A business owner asks for a quote on custom software before they've decided what the software actually needs to do, what it has to connect to, or who will use it. That number is not an estimate. It's a guess dressed up in a spreadsheet.
Myth: You can price custom software accurately before key decisions
I used to think the main challenge in pricing software was technical skill. If the developer was experienced enough, surely they could look at the request and give a clean, accurate number.
What changed my mind was seeing how often the biggest cost drivers aren't coding at all. They're decisions.
If you haven't decided whether this is replacing spreadsheets or syncing with five other systems, the price changes. If you haven't decided whether managers need dashboards, whether field staff need mobile access, or whether customer data has compliance requirements, the price changes. If you haven't decided what version one actually includes, the price definitely changes.
That's why early software pricing is so slippery. In construction terms, it's like asking for an exact bid before you've chosen whether you're building a storage shed, a workshop, or a two-story guest house. Same property. Very different project.
The software world has a name for this: the Cone of Uncertainty. Early in a project, the possible range is wide. As scope gets clearer and technical choices get made, that range narrows. The Standish Group and PMI have both pointed, in different ways, to the same reality: unclear requirements are one of the fastest ways to blow up cost and timeline.
So when someone promises a highly precise number before those decisions are made, one of three things is usually happening:
- They are guessing.
- They are padding the number to protect themselves.
- They are planning to make up the difference later with change orders.
Don't reward false precision. A single dollar figure can feel reassuring, but it often hides more than it reveals.
A better early quote looks more like this: a range, a list of assumptions, clear exclusions, and a note about what decisions still need to be made. That's not a weaker estimate. That's an honest one.
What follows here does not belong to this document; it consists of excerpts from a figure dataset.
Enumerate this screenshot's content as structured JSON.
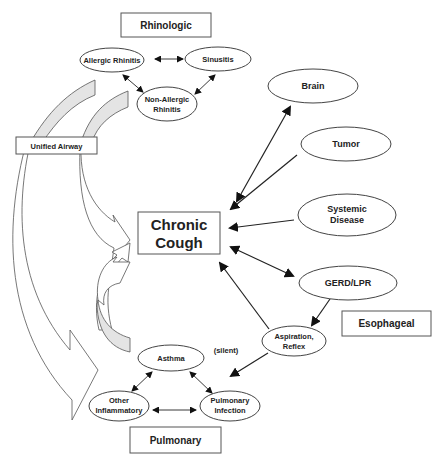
{
  "categories": {
    "rhinologic": "Rhinologic",
    "unified_airway": "Unified Airway",
    "esophageal": "Esophageal",
    "pulmonary": "Pulmonary"
  },
  "center": {
    "line1": "Chronic",
    "line2": "Cough"
  },
  "rhinologic_nodes": {
    "allergic_rhinitis": "Allergic Rhinitis",
    "sinusitis": "Sinusitis",
    "non_allergic_line1": "Non-Allergic",
    "non_allergic_line2": "Rhinitis"
  },
  "right_nodes": {
    "brain": "Brain",
    "tumor": "Tumor",
    "systemic_line1": "Systemic",
    "systemic_line2": "Disease",
    "gerd": "GERD/LPR",
    "aspiration_line1": "Aspiration,",
    "aspiration_line2": "Reflex"
  },
  "pulmonary_nodes": {
    "asthma": "Asthma",
    "other_line1": "Other",
    "other_line2": "Inflammatory",
    "infection_line1": "Pulmonary",
    "infection_line2": "Infection"
  },
  "annotations": {
    "silent": "(silent)"
  },
  "colors": {
    "band_fill": "#e4e4e4",
    "stroke": "#444444",
    "text": "#222222"
  }
}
This is also where business owners get tripped up by mixing up three different things: effort, price, and value. Effort is how much work it may take. Price is how the contract is structured. Value is whether the software is worth building in the first place. Those are related, but they're not the same. I've written more about that in how to read a software quote when you are not technical and fixed price vs hourly: which billing model protects you.
If you're considering custom software development, the practical move is not to demand a miracle number on day one. The practical move is to make the right decisions in the right order.
Start with these:
- What problem are we solving first?
- Who uses this daily?
- What systems must it connect to?
- What absolutely has to be in version one?
- Are there security, compliance, reporting, or performance requirements hiding in the background?
If those answers are still fuzzy, ask for a discovery phase or a rough range, not a final price. Articles like 6 things to clarify before you ask a developer for an estimate and how to decide what belongs in version one of custom software can help you tighten that up.
This matters even more for businesses around Northwest Arkansas and the surrounding region, where a lot of software projects involve existing tools, manual workarounds, and years of process history. Integration-heavy projects are less like buying a car off the lot and more like restoring an old truck while still using it for work every day.
So no, you usually cannot price custom software accurately before the key decisions are made.
You can price it vaguely. You can price it dishonestly. Or you can price it responsibly.
That business owner asking for an exact number before the big decisions? They don't need a tighter quote yet. They need a clearer blueprint.



Be the first to share your thoughts.